What is expected. Locate the line that contains "You are a GUI" in the entries below, then repeat it and every following line through the line that contains "The image size is (728, 578).", exactly, and no others.

Data provided.
╔══

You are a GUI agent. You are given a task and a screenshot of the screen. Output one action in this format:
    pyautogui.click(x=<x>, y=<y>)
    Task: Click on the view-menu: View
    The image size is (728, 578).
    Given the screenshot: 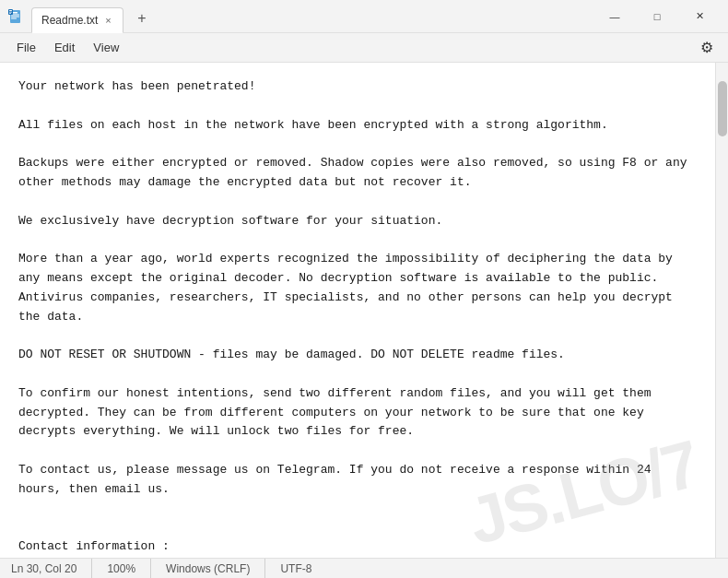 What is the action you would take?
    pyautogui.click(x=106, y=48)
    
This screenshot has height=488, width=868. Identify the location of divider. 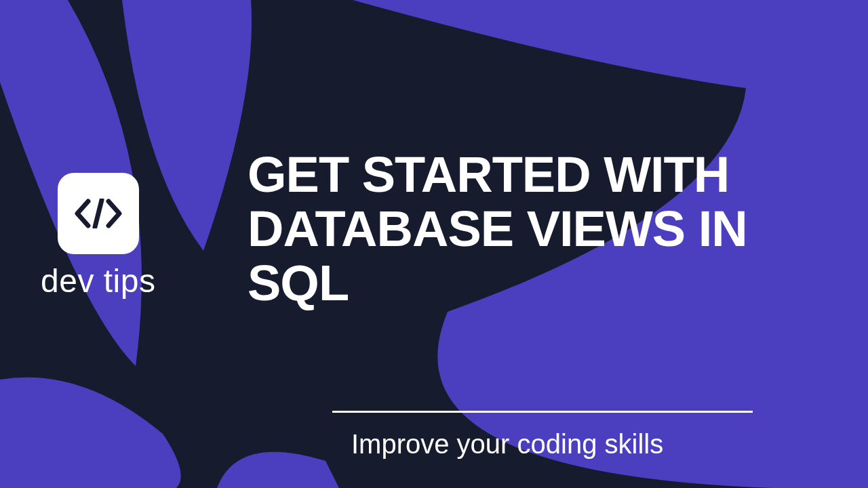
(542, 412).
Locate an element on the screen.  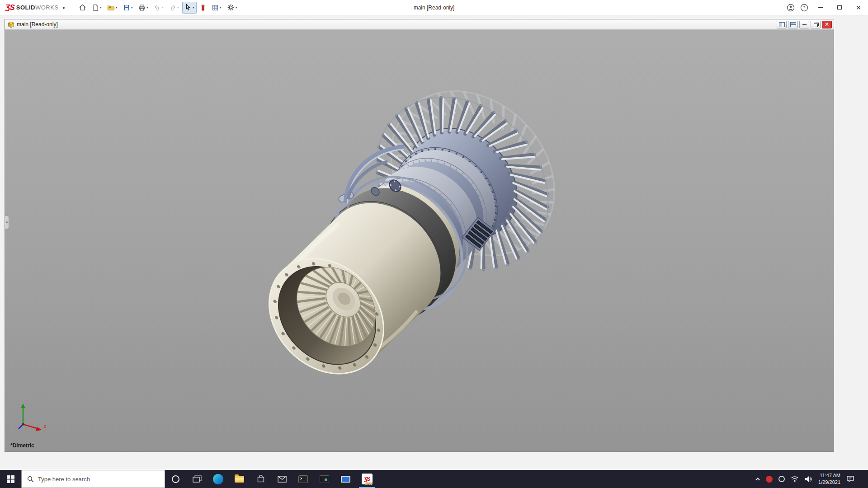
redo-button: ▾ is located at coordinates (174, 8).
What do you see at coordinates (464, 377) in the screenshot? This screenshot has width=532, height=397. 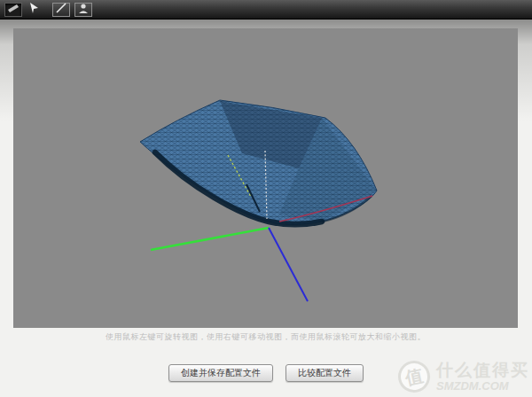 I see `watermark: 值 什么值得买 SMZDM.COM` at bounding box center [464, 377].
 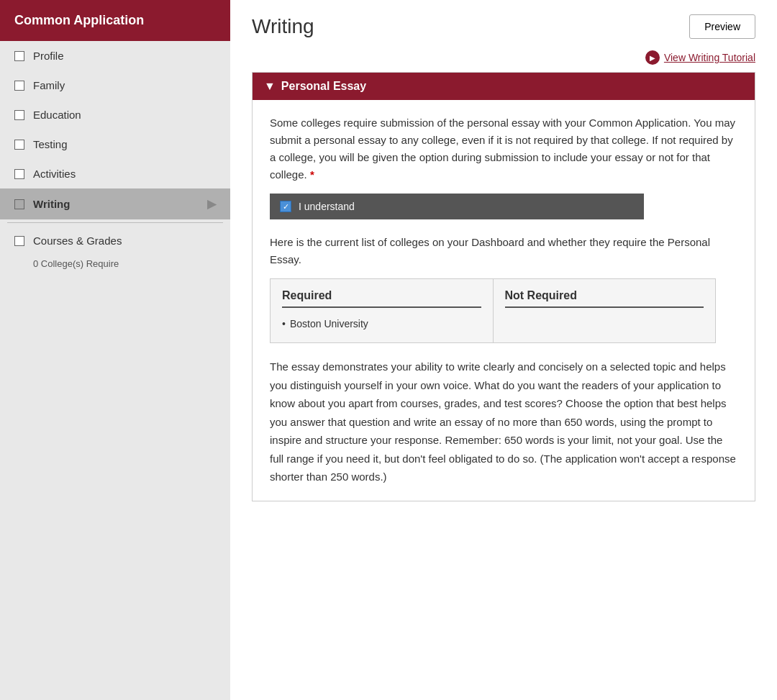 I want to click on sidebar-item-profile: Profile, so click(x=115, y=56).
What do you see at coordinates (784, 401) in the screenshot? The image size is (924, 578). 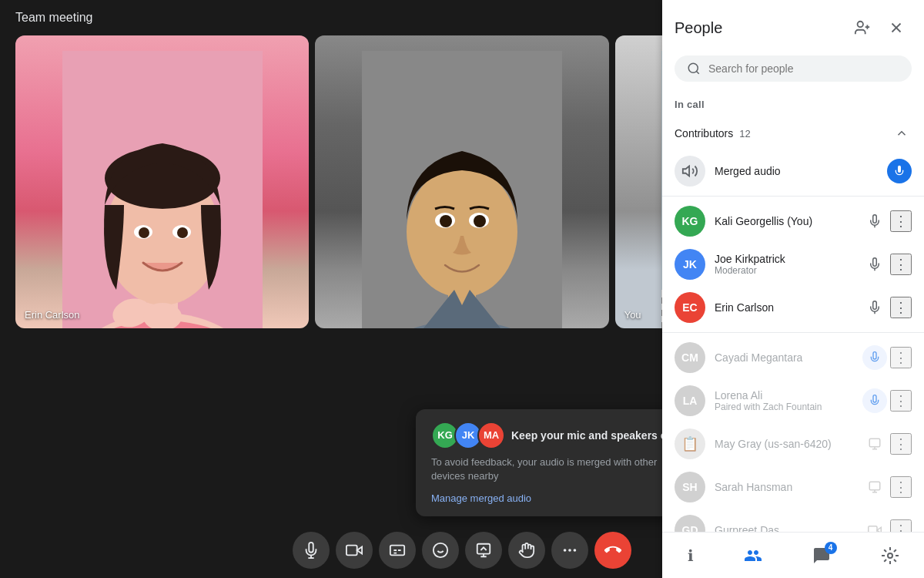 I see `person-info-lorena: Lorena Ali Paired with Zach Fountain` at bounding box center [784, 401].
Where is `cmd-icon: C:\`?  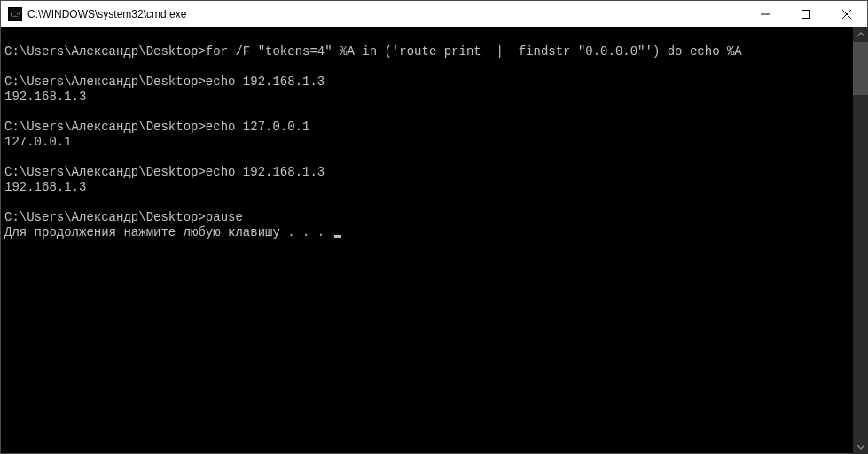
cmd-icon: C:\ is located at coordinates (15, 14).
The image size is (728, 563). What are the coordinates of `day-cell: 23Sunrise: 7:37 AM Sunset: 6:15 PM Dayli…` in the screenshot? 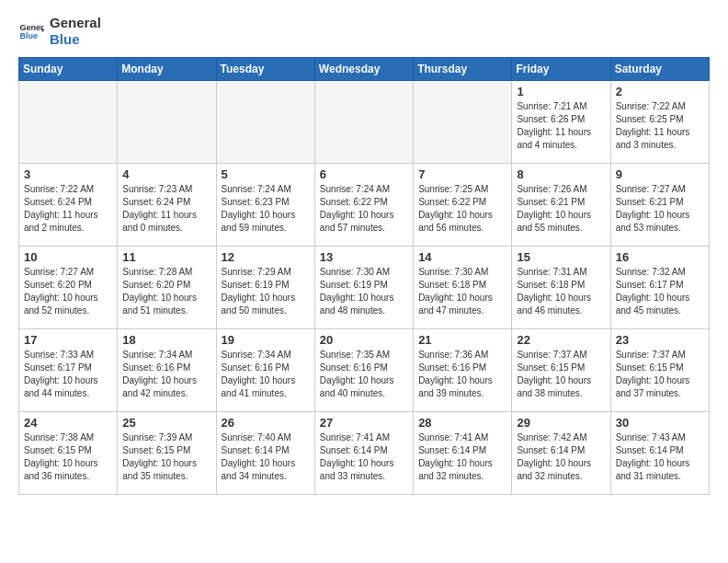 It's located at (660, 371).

╚══
╔══

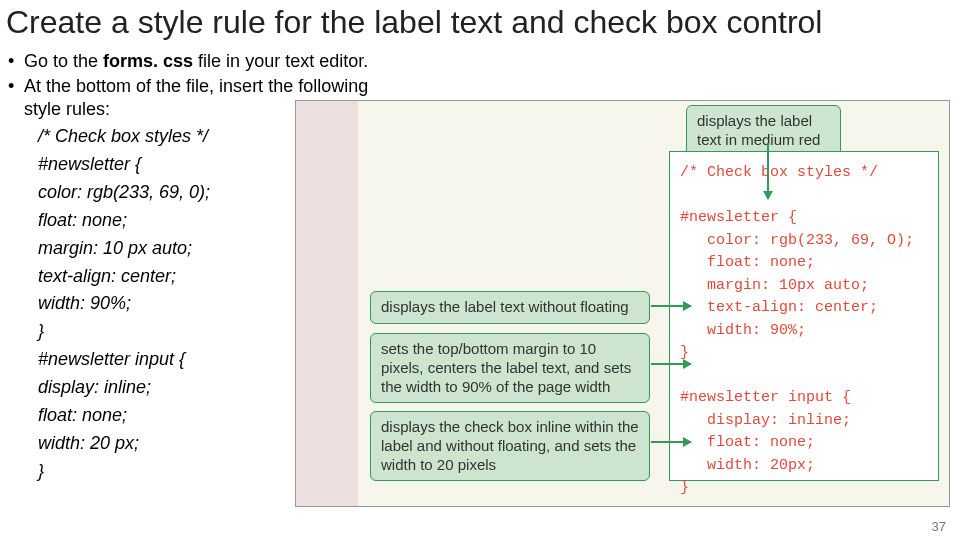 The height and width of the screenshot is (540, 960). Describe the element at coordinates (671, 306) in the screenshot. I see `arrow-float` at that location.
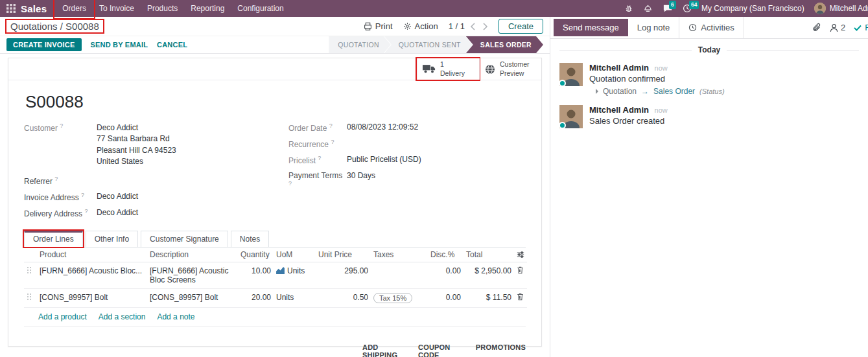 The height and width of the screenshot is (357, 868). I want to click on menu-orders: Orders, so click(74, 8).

╚══

Your response.
You are a GUI agent. You are given a task and a screenshot of the screen. Output one action in this format:
    pyautogui.click(x=<x>, y=<y>)
    Task: Click on the view-menu: View
    The image size is (728, 578).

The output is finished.